• Streaming causes frame stutter in-game -- even through a capture card
    9 replies, posted
Running a GTX 1070 and an Intel i5-3450 I was playing around with my stream settings in OBS Studio so that I can play games comfortably while streaming. My target is 720p@60fps, but I guess if this doesn't work out then 30fps will have to do. I'm using a capture card (if anyone's curious, it's an Elgato HD60) to capture my screen rather than the "game capture" source in OBS. In theory it seems like this would lighten the load on my computer, but in actuality the performance hit has been about the same in both cases. For example, certain performance-heavy games such as Overwatch and Tekken 7 would drop to around 50 frames (including some stuttering) while streaming my screen. Performance is completely fine if I'm streaming a still image. Similar results occurs on all of the different encoders. Streaming the capture card on a laptop instead is an option but is pretty inconvenient since my microphone and headphone setup is on my main machine. My conclusion so far is that there's a hardware bottleneck somewhere, but I'd appreciate some second opinions on the situation.
If you're focusing on streaming then a Ryzen 7 would be so much better for you. Although the i5 will be netting you decent performance actually playing the game, it cannot handle the extra workload. Ryzen has been great for streamers.
Even though you're using a HD60 to capture the video, OBS is still doing the encoding upon your own system. There is no way to offset the encoding hit produced by OBS other than changing your encoding settings or moving the encoding entirely off your gaming system. In this case offset it to a laptop as you can have the capture card output to the laptop and then do the encoding on that, I used to do this back when I was using a i5-2500k (moved to a Ryzen 1700 so don't have to bother with it anymore). Use the advantage of having the capture card, go full two system, as for audio you can have your mic and headset audio output to the capture card as well by either using Elgato's shitty softwaresuperior streaming software or VB Cable.
The onboard encoder only benefits you when using our Game Capture software for recording. In *****every***** other situation your system ultimately is doing the same work. With an HD60, it's doing it a second time in OBS. 720p60 on a 3450 aint gonna really work unless you're capturing console games. 😓
rekt
No offense Crest, but last time I used it was horrible to use, the UI is god awful and it had absolutely fuckall functionality, they were only just adding in overlay features to it by the time I sold my HD60. Also nevermind the fact the latest build never worked with the fucking thing out of the box, had to keep using an older version otherwise it wouldn't detect it and even then it was a coin flip if it'd detect it. This is also apparently a really fucking common problem since there were so many results that came back with the same issues I was getting. Don't take this wrong, but I'm never buying another external Elgato product after my previous experience with the HD and HD60, maybe the internal card is better but the externals can go fuck off for PC - PC streaming setups, it just doesn't ever want to play ball all the time which is a really fustrating factor, if it was only the odd time but it never was, these would constantly keep having issues detecting the card and this was both on my desktop and laptop (which both went through about 5 reinstalls over the lifetime of having both of the cards, still had the same issues).
It's not really for the reason you think, atleast for the external items. It's on USB 2.0. If the system were going to use the encoder, then the card would need to be able to capture 1080p60, compress it to something to fit in USB 2.0. Then the computer would receive that feed, decode it, add webcam/text/overlays. Then compress it again to be sent through USB 2.0 to the card which then would compress it to the specs needed and then send it back to the host machine to be stored to disk or streamed. So the chip would need to be able to encode two video streams and decode one. PCIe is another story which I'm not qualified to speak on. But external boxes use onboard encoders more so because they needed to fit it into a narrow bandwidth. USB 3.0 doesn't have that limit and allows for uncompressed video, hence low latency HD60 S. Why use an encoder when you're not limited by bandwidth and can send the entire video stream untouched and let the host machine handle it. GPUs for the last like 4-5 years can do 1080p60 encoding in their sleep, and more recent ones 4k60 without blinking. Reason it's the official software is we grab the precompressed stream and write it directly to disk. The software is not actually using the encoder, it's just taking what the encoder sends to it and doesn't touch it outside of decoding it for preview. The HD and HD60 are 24/7 encoding video whether you think it is or not. Sorry you had problems with the cards. Nothing I can do about that now.
A little idea, perhaps the issue can be resolved with two hard drives. One for gaming and the other for the recording software and record destination.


Your response should consist solely of the lines from the one containing "Hunt for 'clothing'." through the final line of the entries, repeated exactly.

# # # #

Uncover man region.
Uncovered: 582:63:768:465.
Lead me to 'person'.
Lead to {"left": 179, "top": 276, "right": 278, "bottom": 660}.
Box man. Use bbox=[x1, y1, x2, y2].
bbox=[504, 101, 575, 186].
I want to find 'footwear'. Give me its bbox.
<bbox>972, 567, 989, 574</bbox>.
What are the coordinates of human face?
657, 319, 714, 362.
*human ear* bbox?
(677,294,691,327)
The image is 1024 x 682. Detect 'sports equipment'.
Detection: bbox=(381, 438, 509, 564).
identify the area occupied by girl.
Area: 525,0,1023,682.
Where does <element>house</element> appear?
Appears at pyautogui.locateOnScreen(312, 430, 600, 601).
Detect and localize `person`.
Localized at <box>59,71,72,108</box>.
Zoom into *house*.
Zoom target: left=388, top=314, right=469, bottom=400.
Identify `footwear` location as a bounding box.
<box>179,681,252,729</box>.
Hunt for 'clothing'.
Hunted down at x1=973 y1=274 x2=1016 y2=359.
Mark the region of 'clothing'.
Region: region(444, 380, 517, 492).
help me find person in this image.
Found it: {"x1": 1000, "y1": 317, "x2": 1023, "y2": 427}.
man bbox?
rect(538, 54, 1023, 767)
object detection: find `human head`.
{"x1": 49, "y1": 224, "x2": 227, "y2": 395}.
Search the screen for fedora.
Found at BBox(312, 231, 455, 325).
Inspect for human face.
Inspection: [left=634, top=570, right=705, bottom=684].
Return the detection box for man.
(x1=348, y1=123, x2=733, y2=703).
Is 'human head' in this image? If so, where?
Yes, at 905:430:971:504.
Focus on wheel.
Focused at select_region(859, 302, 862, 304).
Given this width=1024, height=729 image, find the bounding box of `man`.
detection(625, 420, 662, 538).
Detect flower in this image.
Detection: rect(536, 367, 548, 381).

# # # #

◆ RESULT BELOW ◆
Hunt for 'clothing'.
Hunted down at x1=973 y1=274 x2=1016 y2=359.
Mark the region of 'clothing'.
Region: region(444, 380, 517, 492).
help me find person in this image.
Found it: {"x1": 1000, "y1": 317, "x2": 1023, "y2": 427}.
man bbox?
rect(538, 54, 1023, 767)
object detection: find `human head`.
{"x1": 49, "y1": 224, "x2": 227, "y2": 395}.
Search the screen for fedora.
Found at BBox(312, 231, 455, 325).
Inspect for human face.
Inspection: [left=634, top=570, right=705, bottom=684].
Return the detection box for man.
(x1=348, y1=123, x2=733, y2=703).
Is 'human head' in this image? If so, where?
Yes, at 905:430:971:504.
Focus on wheel.
Focused at select_region(859, 302, 862, 304).
Given this width=1024, height=729 image, find the bounding box of `man`.
detection(625, 420, 662, 538).
Detect flower in this image.
Detection: rect(536, 367, 548, 381).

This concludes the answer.